Monday, Apr. 23, 1945

The People & the Future

To the plain people of Germany the future is a blank space--when they have time to think of it. Mostly they don't, since the present holds too many problems of bare existence. But last week, in flattened Frankfurt, TIME Correspondent Percy Knauth found a German civilian, ex-mayor of a nearby town, who had thought earnestly about the future. Knauth's report:

This German is an expressive, voluble man, and he grasped his head with both hands and said: "When I start thinking about the problem of reconstruction alone my head swims. How in God's name are we ever going to rebuild this city? And it's not only this city, it's practically any city of any size in Germany. How are we going to rebuild our industries? What are we going to do about food? Where are we going to get clothes, furniture, anything people need to live?"

A Nation of Ants. The only final solution this man could think of was drastic reduction of all standards of living in Germany to a common denominator lower than anything man has known since the Middle Ages. Their lives, he said, should be devoted only to reconstruction, which is about the only thing the Germans have to live for.

"If we become a nation of ants," he said, "we may succeed. We must each do our small share. Those who have homes must help those who haven't. How will we pay for all this? We won't. We will be a nation without rnoney--our money is no good anyway. We will all draw the same rations, all do our share of work, all draw the same kind and amount of clothing--gradually then perhaps we will be able to rebuild our cities, industries, what we need to live. But it makes my head swim."

Nobody can realize the cataclysmic nature of this catastrophe until he has seen the miles & miles of ruins, and talked with the people who live in them. They are beginning to understand now that they are going to have no help in reconstructing their country.

This file is automatically generated by a robot program, so reader's discretion is required.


# About this task
Return each of the entries below precisely, with no pictures in the result.

=-=-=-=-=

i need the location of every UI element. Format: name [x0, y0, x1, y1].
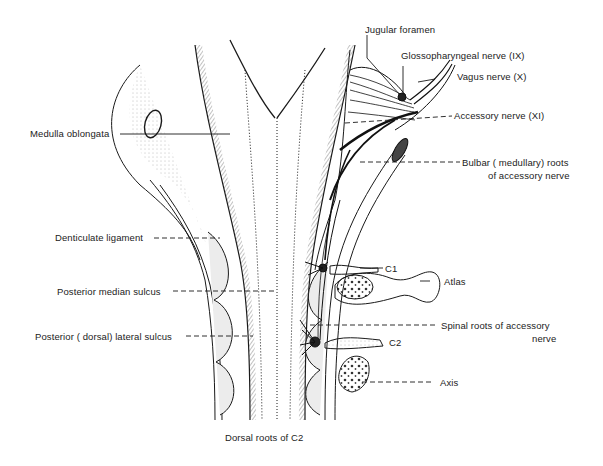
anatomy-diagram: Jugular foramen Glossopharyngeal nerve (… [0, 0, 603, 466]
label-posterior-lateral-sulcus: Posterior ( dorsal) lateral sulcus [35, 331, 172, 342]
label-axis: Axis [440, 377, 458, 388]
label-spinal-roots-cont: nerve [532, 333, 556, 344]
label-c1: C1 [385, 263, 397, 274]
label-dorsal-roots-c2: Dorsal roots of C2 [225, 432, 303, 443]
label-vagus-nerve: Vagus nerve (X) [457, 71, 526, 82]
vertebrae [325, 265, 440, 392]
label-c2: C2 [389, 337, 401, 348]
label-glossopharyngeal-nerve: Glossopharyngeal nerve (IX) [401, 50, 525, 61]
label-denticulate-ligament: Denticulate ligament [55, 232, 143, 243]
label-accessory-nerve: Accessory nerve (XI) [454, 110, 544, 121]
label-bulbar-roots: Bulbar ( medullary) roots [462, 157, 569, 168]
label-bulbar-roots-cont: of accessory nerve [488, 170, 570, 181]
label-atlas: Atlas [444, 276, 466, 287]
label-posterior-median-sulcus: Posterior median sulcus [57, 286, 161, 297]
label-jugular-foramen: Jugular foramen [365, 24, 435, 35]
label-spinal-roots: Spinal roots of accessory [441, 320, 550, 331]
leader-lines [120, 35, 460, 382]
label-medulla-oblongata: Medulla oblongata [30, 128, 109, 139]
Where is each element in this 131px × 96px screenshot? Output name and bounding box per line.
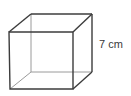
edge-top-left-connector: [9, 14, 31, 32]
edge-bottom-left-connector: [10, 72, 31, 89]
edge-bottom-right-connector: [73, 72, 92, 89]
edge-top-right-connector: [73, 14, 92, 32]
cube-visible-edges: [9, 14, 92, 89]
dimension-label: 7 cm: [99, 38, 123, 50]
cube-front-face: [9, 32, 73, 89]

=-=-=-=-=

# Response to this exercise
i need the location of every UI element. Format: name [x0, y0, x1, y1].
anatomy-diagram: Jugular foramen Glossopharyngeal nerve (… [0, 0, 603, 466]
label-posterior-lateral-sulcus: Posterior ( dorsal) lateral sulcus [35, 331, 172, 342]
label-axis: Axis [440, 377, 458, 388]
label-spinal-roots-cont: nerve [532, 333, 556, 344]
label-c1: C1 [385, 263, 397, 274]
label-dorsal-roots-c2: Dorsal roots of C2 [225, 432, 303, 443]
label-vagus-nerve: Vagus nerve (X) [457, 71, 526, 82]
vertebrae [325, 265, 440, 392]
label-c2: C2 [389, 337, 401, 348]
label-glossopharyngeal-nerve: Glossopharyngeal nerve (IX) [401, 50, 525, 61]
label-denticulate-ligament: Denticulate ligament [55, 232, 143, 243]
label-accessory-nerve: Accessory nerve (XI) [454, 110, 544, 121]
label-bulbar-roots: Bulbar ( medullary) roots [462, 157, 569, 168]
label-bulbar-roots-cont: of accessory nerve [488, 170, 570, 181]
label-atlas: Atlas [444, 276, 466, 287]
label-posterior-median-sulcus: Posterior median sulcus [57, 286, 161, 297]
label-jugular-foramen: Jugular foramen [365, 24, 435, 35]
label-spinal-roots: Spinal roots of accessory [441, 320, 550, 331]
leader-lines [120, 35, 460, 382]
label-medulla-oblongata: Medulla oblongata [30, 128, 109, 139]
Where is each element in this 131px × 96px screenshot? Output name and bounding box per line.
edge-top-left-connector: [9, 14, 31, 32]
edge-bottom-left-connector: [10, 72, 31, 89]
edge-bottom-right-connector: [73, 72, 92, 89]
edge-top-right-connector: [73, 14, 92, 32]
cube-visible-edges: [9, 14, 92, 89]
dimension-label: 7 cm: [99, 38, 123, 50]
cube-front-face: [9, 32, 73, 89]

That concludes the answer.